Saturday, October 23, 2010

Win

Tim Brown: "On a rare patch of green in north Texas, against a backdrop of confetti streams and honky-tonk reverb, there came the dawning of a baseball franchise.

A warm wind howled over the walls of Rangers Ballpark, whipping scraps of colored paper into tiny hurricanes. Ginger ale plumes filled the sky.

On a football Friday night in a football town, more than 50,000 folks swooned at the slider that froze Alex Rodriguez(notes) – of all people, Alex Rodriguez – and finished off a 6-1 victory over the New York Yankees in Game 6 of the American League Championship Series.
Cliff Lee, the mercenary left-hander who’d topped off their starting rotation. C.J. Wilson, who’d come from the bullpen to become a starter. Lewis, who’d remade his career in Japan. 

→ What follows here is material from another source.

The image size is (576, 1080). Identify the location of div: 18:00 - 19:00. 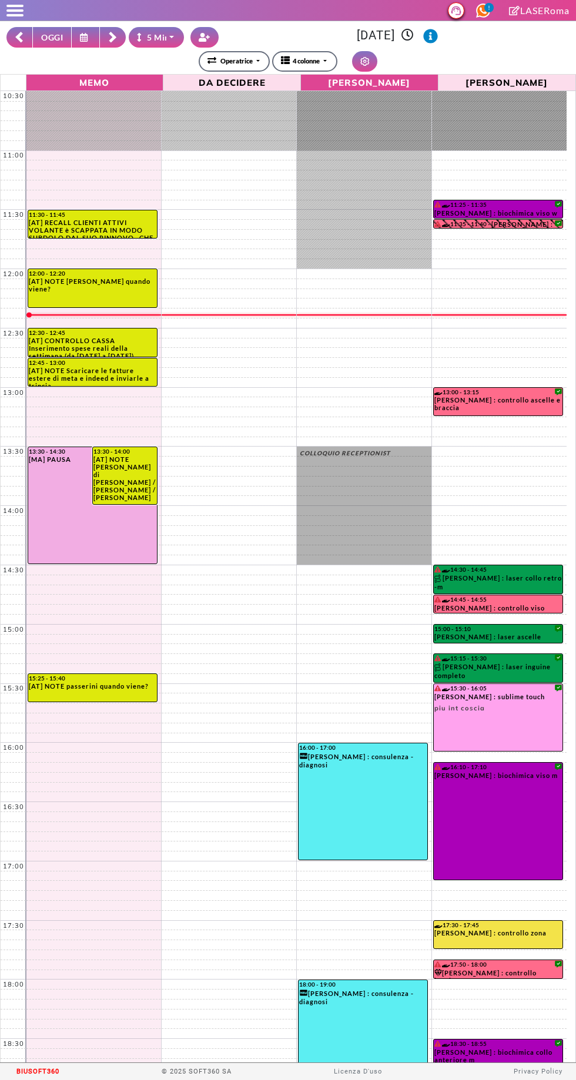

Josh Hamilton, the series MVP and likely league MVP, who’d fought drug addiction – sometimes well and sometimes not – to stand on that podium Friday night. Cruz, who’d once cleared waivers. Guerrero, given up as over-the-hill in Anaheim. Feliz and shortstop Elvis Andrus(notes), the spoils of the Mark Teixeira trade. Young, who for a decade watched them all come and go, and not three weeks after his first playoff game qualified for his first World Series game.


They ran in circles on a field trampled by friends and family, guzzling the ginger ale that honored Hamilton’s demons and waving to a crowd that couldn’t believe it was seeing this and refused to leave it.


Until the clock struck nine minutes past 10, these Rangers had borne the sins and failures of a half-century. They’d failed in Washington as the Senators. They hadn’t won in Texas. They were the epicenter of the steroid era, and were the oldest of the three franchises – the Montreal Expos/Washington Nationals and Seattle Mariners being the others – to never reach the World Series."

3 comments:

Gino said...

seeing the Yankees go down is like seeing the Cowboys going down:

it assures me that sometimes things can go right in this crazy world of ours.

RobertDWood said...

Well, you've been dancing on the cowboys grave for sometime then.

Gino said...

i am enjoying this season of the nfl. yes.